Dear Michael and colleagues,

Am afraid I cannot make such elegant a response to your comments as Stan has done. Both the "integrity" of the individual and his/her "contemplation" of the natural environment appear indeed as crucial factors for the ethical standpoint. I do not see very clearly how to connect them--but will try. Who would deny that the ethical discourse on the environment is so much central, appreciated and concerned nowadays? (Even solitary Mr. Robinson would be judged ethically by contemporary ecologists on how respectfully he behaved and afforded his living upon the island environment.) Cultural, economic, religious factors may be invoked in more general terms, but perhaps the personal decorum around the "complete" individual has been the basic engine in the development of social ethics. It is part of the ideal of scholarship in science. Visionary individuals who have sculpted the subtle system of rewards and punishments --on personal reputations basically-- that propel organizational networks and maintain cooperation in complex societies. It is not that most people are "good" per se, but that a relatively well-designed social order makes cheating behaviors unattractive --taking for free group's benefits and running away.
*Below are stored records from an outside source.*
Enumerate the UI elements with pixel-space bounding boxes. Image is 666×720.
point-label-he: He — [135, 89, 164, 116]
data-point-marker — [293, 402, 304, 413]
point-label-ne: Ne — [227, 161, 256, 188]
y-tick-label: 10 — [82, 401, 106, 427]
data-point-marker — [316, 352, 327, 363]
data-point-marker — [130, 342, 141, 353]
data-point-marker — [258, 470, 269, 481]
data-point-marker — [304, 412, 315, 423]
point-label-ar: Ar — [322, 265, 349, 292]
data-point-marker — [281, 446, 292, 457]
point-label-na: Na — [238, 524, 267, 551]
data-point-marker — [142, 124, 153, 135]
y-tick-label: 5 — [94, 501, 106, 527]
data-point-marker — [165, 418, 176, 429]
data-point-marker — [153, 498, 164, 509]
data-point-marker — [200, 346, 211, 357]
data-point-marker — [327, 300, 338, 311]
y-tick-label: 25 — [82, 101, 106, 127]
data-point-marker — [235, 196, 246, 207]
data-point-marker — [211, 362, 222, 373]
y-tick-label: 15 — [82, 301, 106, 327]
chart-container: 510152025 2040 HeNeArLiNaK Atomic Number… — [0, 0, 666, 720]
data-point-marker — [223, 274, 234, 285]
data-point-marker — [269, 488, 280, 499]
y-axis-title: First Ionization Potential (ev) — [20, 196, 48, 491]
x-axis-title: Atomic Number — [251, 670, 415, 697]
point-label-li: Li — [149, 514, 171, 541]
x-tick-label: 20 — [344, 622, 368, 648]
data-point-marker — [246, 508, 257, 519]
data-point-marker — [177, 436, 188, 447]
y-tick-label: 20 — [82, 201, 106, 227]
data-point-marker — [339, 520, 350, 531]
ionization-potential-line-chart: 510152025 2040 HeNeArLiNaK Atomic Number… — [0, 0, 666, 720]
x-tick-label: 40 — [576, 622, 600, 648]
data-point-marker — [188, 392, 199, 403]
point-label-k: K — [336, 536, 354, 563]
Thus, apart from its inherent aesthetical aspects, "integrity" would convey an untractable informational problem about the individual's behavioral evaluation of the total milieu. The discussion on ethics, pushing it at its most impossible or "Quixotic" extremes, takes us to impossible or "foundational problems" of information science. Seemingly, in order to grasp them, it is necessary that we break away from quite a few obsolete ways of thinking and disciplinary walls.

best

Pedro

At 10:35 25/04/2006, you wrote:
Dear Pedro,

I find your statement, that Robinson Crusoe did not need
any ethics in his solitary island, very intellectually stimulating.
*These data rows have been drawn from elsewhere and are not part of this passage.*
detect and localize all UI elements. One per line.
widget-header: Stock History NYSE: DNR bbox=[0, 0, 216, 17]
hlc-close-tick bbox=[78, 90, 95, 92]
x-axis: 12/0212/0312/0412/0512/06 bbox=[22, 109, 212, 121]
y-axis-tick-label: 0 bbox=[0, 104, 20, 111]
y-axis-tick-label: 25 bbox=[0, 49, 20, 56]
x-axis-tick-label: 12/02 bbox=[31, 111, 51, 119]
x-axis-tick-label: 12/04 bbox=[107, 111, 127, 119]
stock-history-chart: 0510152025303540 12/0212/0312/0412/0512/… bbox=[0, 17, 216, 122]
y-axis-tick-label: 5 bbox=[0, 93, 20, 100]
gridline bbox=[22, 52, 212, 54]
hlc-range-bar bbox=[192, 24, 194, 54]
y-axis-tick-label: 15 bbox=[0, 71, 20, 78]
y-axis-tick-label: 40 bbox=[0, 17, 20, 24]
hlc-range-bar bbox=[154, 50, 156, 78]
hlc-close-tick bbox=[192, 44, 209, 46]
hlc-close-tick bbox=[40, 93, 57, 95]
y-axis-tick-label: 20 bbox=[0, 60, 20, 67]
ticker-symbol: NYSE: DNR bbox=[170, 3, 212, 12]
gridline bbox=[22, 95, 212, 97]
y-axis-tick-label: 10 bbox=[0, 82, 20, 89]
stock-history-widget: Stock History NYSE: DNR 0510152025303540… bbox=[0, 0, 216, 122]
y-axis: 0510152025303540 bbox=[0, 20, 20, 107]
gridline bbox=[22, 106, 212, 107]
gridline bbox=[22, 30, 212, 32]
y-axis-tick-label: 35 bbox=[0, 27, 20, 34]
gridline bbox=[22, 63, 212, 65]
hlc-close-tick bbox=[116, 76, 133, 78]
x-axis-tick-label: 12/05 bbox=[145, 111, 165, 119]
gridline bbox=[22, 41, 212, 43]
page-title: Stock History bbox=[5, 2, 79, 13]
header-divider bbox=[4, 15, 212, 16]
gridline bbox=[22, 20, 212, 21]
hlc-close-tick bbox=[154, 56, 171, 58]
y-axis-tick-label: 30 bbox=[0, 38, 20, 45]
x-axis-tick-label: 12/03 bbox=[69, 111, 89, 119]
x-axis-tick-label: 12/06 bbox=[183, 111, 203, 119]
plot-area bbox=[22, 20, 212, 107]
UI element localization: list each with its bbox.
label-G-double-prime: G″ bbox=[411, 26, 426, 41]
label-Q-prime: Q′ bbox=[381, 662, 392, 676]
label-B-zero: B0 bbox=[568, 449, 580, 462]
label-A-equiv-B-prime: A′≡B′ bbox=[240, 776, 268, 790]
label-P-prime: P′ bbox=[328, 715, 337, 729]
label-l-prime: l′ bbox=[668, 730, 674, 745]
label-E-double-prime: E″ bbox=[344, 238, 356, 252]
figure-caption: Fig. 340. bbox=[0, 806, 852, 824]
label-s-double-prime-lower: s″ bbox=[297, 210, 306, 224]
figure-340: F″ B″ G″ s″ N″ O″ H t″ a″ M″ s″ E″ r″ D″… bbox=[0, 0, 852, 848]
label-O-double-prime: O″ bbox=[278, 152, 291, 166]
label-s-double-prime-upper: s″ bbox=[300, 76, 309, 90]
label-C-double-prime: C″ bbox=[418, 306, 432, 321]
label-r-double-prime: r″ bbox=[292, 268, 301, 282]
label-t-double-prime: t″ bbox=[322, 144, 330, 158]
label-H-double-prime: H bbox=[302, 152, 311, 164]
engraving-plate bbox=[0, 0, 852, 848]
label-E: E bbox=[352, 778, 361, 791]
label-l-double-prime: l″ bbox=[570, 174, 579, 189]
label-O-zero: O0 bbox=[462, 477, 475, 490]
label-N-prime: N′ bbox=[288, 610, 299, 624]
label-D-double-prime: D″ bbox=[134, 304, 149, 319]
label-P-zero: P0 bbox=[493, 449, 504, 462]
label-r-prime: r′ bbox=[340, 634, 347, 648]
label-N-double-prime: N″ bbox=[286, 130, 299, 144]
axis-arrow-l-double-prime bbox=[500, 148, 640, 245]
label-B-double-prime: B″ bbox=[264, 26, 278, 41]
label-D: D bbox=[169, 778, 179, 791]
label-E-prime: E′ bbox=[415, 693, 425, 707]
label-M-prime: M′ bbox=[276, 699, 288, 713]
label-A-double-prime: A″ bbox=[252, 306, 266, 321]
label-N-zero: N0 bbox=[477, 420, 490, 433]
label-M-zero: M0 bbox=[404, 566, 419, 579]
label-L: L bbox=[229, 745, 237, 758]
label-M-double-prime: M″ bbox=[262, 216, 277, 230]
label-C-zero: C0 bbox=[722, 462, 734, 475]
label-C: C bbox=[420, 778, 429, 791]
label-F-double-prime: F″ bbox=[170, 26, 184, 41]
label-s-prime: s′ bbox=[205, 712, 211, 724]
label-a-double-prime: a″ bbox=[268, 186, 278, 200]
I actually take the opposite view of ethics.  I believe that
the ethical individual is one who has INTEGRITY.
Integrity means completeness.  An individual's completeness
is tested most by their capacity to be alone.
If an individual can be alone, indeed prefers to be alone,
then they are complete.  This will mean that they have
no need to use another person, steal from them, exploit them,
and generally have an existence that is parasitic on
another person.

A complete individual, one with integrity, can enter society
without the need to use others, exploit them, etc.

I argue therefore that, paradoxically, ethics towards others
actually begins with the capacity for aloneness.
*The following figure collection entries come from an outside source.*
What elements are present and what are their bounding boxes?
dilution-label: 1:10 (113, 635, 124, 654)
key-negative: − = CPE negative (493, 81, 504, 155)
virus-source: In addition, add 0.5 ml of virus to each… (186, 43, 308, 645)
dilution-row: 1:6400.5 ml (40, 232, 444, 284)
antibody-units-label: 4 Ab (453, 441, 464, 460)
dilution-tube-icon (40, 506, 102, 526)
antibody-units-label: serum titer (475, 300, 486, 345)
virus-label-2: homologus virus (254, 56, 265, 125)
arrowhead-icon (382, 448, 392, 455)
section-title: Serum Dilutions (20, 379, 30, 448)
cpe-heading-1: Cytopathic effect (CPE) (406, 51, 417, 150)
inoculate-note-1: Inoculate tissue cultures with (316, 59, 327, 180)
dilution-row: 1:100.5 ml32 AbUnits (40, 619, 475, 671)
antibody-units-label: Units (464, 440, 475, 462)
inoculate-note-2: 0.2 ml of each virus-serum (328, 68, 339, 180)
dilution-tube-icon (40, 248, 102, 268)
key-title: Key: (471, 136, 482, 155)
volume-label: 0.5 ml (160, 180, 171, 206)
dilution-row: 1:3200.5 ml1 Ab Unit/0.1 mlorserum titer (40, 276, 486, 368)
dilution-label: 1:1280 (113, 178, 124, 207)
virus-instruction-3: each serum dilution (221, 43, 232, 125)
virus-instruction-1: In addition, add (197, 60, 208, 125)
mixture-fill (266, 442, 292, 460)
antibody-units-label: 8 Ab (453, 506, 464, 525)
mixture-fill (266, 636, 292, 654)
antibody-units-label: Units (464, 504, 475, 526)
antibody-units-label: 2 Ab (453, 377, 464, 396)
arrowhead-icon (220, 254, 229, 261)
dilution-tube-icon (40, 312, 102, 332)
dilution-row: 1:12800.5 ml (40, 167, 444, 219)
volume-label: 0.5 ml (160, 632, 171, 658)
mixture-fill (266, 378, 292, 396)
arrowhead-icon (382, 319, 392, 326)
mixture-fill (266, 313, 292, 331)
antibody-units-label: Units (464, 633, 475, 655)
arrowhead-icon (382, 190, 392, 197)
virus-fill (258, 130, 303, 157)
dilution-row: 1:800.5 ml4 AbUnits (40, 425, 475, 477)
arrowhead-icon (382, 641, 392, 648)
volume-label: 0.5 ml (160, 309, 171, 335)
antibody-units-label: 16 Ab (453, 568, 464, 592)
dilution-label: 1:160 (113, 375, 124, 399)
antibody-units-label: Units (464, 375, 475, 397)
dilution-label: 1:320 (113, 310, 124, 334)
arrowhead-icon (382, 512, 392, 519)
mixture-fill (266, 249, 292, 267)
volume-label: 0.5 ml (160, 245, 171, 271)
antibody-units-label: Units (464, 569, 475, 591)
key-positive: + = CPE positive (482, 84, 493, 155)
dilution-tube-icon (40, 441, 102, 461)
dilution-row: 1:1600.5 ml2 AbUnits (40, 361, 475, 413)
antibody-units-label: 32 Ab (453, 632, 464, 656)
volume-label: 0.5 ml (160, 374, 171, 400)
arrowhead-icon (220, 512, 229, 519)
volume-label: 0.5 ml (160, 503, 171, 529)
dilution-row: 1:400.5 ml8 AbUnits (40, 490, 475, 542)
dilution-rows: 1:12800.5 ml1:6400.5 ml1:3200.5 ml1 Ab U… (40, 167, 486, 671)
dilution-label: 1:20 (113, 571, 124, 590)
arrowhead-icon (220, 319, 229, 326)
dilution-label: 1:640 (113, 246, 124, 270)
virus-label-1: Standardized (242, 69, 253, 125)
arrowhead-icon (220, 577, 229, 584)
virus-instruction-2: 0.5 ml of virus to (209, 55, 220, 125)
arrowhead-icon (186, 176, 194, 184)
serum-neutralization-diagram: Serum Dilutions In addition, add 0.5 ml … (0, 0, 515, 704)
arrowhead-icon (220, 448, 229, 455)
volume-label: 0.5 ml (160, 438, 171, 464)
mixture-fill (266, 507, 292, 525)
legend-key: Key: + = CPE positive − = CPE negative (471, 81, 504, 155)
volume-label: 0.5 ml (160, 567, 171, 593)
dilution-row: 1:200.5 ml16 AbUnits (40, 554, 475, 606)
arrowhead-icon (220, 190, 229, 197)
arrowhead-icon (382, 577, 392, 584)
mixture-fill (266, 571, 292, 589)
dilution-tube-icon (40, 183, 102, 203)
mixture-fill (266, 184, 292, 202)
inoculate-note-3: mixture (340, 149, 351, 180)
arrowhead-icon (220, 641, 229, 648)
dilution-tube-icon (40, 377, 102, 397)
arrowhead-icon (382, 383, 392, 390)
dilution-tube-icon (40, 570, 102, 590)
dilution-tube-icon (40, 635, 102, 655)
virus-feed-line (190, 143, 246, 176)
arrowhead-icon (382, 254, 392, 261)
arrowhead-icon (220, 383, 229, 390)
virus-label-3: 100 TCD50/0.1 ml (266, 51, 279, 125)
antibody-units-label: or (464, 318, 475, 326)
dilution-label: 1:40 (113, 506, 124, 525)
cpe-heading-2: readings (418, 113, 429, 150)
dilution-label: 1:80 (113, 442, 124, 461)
The unethical individual is empty - and strives always to
maintain that emptiness, by avoiding internal growth,
inward examination and self-understanding.
This constant flight from self  sends them continually
in search for others upon whom they are entirely dependent.
They have no identity other than what they can steal from others.

It is the relation that an individual has to themselves,
when alone, that determines their relation to others.

By the way, Pedro, thank you so much for creating
such an interesting debate on ethics.